Perhaps my eyesight is failing me, but I can't seem to find any trace of the nation of Kosala (the little dangle next to Vendhya's big dangle) in the main book. It's not under Vendhya, Himelia, Kosala, nor is it in the index.

My adventurers are likely to go through here this week and I have no idea what the people believe, dress like, or anything else. We're still playing Atlantean edition for page references and such.

I can pull something from my bum, but any canonical-conanical input is appreciated!
 
Kosala lies to the east of Vendhya and south of the Himelian Mountains.
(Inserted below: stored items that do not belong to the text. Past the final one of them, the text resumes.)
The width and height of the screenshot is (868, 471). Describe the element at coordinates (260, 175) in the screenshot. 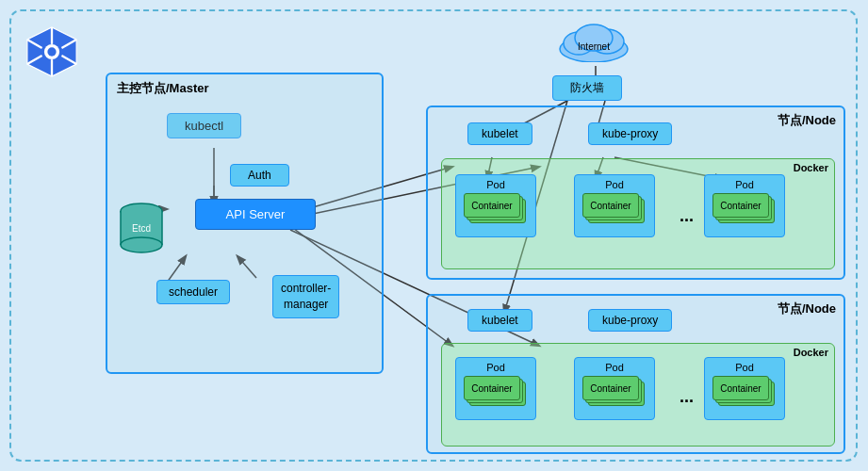

I see `auth-box: Auth` at that location.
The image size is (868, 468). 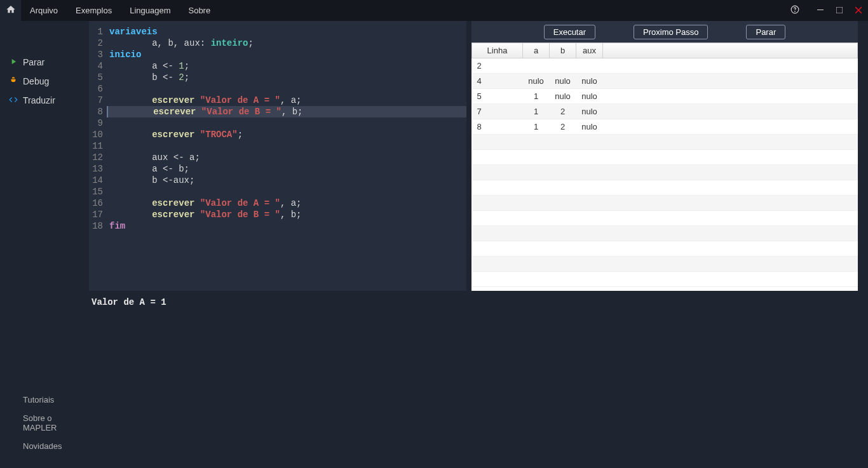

In Shadows in Zamboula by Robert E. Howard, Baal-pteor describes a strong, brown people who worship Yajur by ritualized human sacrifice accomplished by strangling.

In Red Nails, also by Howard, Conan says the Kosalan people look similar to the Vendhyans, slender, olive-skinned humans with finely chiselled features who appreciate dancing, feasting and love-making. The original people of Old Kosala were of the latter type, having Lemurian origins. Powerful necromancers, they loved peace.

Kosala was later invaded by the brown-skinned people from the southern jungles. This invasion was the impetus for a group of Old Kosalans to leave the area and found Xuchotl in the Black Kingdoms (Red Nails).

If you know nothing about them, why are you taking the adventurers through there? Or you can skip ahead a few weeks and tell them they were there, but it is an unrecorded adventure (or nothing happened at all but some tourism).

Anyway, you can find maps with Kosala here:
http://hyboria.xoth.net/maps/vd_vendhya1.jpg
http://hyboria.xoth.net/maps/vd_vendhya2.jpg
 
Those are the details I was looking for. I'm greatly appreciative.

The land lies between two places they're travelling, and I didn't want to say "You go through Kosala, it's pretty neat."

I'm a strong advocate of David-Eddings-style narratives in campaigns where "getting there" and encountering strange and unfamiliar cultures occuppies a good deal of the campaign. It's unexpected encounters with new NPCs that forms some of the most memorable moments of campaigns. It's quite a ways from Howard's adventure-to-adventure style with gaps between, but it's just another way to tell a story.